We see this connection between faith and hope and political change in a sermon King delivered on February 26, 1956 in Montgomery, Alabama, during the bus boycott. The Faith in Man sermon is part of King's papers at Stanford University (Volume 6. The Papers of Martin Luther King, Jr. Volume VI: Advocate of the Social Gospel, September 1948 - March 1963 Clayborne Carson, Susan Carson, Susan Englander, Troy Jackson and Gerald L. Smith, eds. https://kinginstitute.stanford.edu/).

"One of the things that we are witnessing in our age is a growing pessimism concerning the nature and destiny of man. Man has lost faith in himself. And so many would cry out with the writer who referred to man as 'a cosmic accident'. Others would affirm with the cynical writer that 'man is the supreme clown of creation.' Still others would affirm with Jonathan Swift than 'man is the most pernicious little race of odious vermin...'

"At many points it is quite understandable why it is difficult for us to have faith in man. Man has often made such a poor showing of himself. Within a generation we have fought two world wars. We have seen man's tragic inhumanity to man. We have looked to Mississippi and seen supposedly Christian and civilized men brutally murdering the precious life of a little child." (here King is referring to the murder of 14-year-old Emmett Till in Money, Mississippi). "We have looked to Alabama and seen a ruthless mob take the precious law of the land and crush it with a blow of their tragic whims and caprices." (Here King is referring to the rioting at the University of Alabama after the admission of a black student, Autherine Lucy). "We have seen England trampling over India with the iron feet of oppression.

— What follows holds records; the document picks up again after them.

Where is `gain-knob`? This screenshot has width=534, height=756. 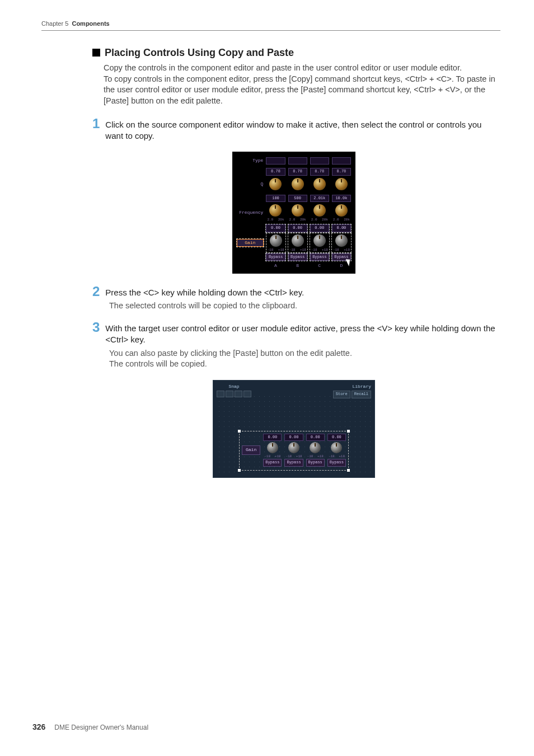
gain-knob is located at coordinates (276, 241).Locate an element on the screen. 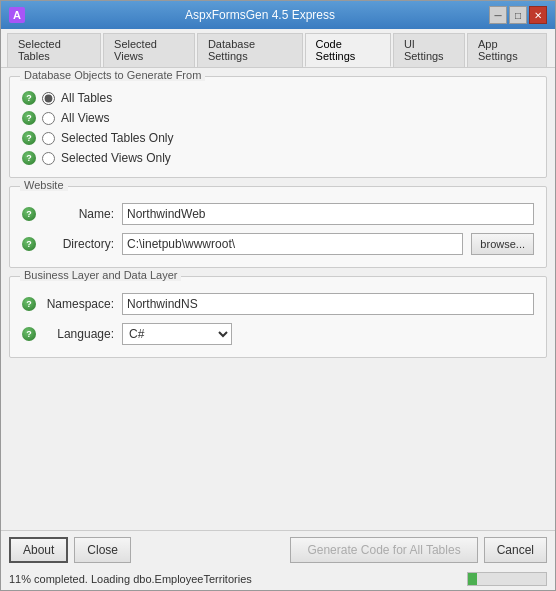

We have seen the British and the Dutch and the Belgians and the French crushing Africa with the battering rams of exploitation.

"Yet, in the midst of this, Christianity insists that there is hope for man. Christianity has always insisted that man's plight is never so low that it can't be better.

 

"This was certainly expressed in the life of Jesus. Throughout his ministry Jesus revealed a deep faith in the possibilities of human nature. He saw within this sea of humanity not a dead sea of impossibilities, but an ocean of infinite possibilities and potentialities.

"This is expressed very beautifully in a passage in the first chapter of John. Jesus is presented talking to Peter. Now you remember Peter was undependable, vacillating so fickle in his ever-changing moods. But Jesus says to him in substance, although you are Simon now, you will be Peter. It did not look like it. And it was a long time in coming. But it did come. He was saying to Peter 'actually you are like sand, but potentially you are a rock.'" (John 1:40-42)

"Jesus knew that God had given man certain creative powers and had endowed him with high and noble virtues; and that these virtues and powers could be made living realities in the life of man, if he properly responded to the Grace of God.

"Conclusion: If men are willing to submit their wills to God's will and to cooperate with him in his divine purpose, we will be able to turn the world upside down, outside in, and right side up."

(Send ALL QUESTIONS AND COMMENTS to The God Squad via email at godsquadquestion@aol.com. Rabbi Gellman is the author of several books, including "Religion for Dummies," co-written with Fr. Tom Hartman.)


(c) 2020 THE GOD SQUAD DISTRIBUTED BY TRIBUNE MEDIA SERVICES, INC.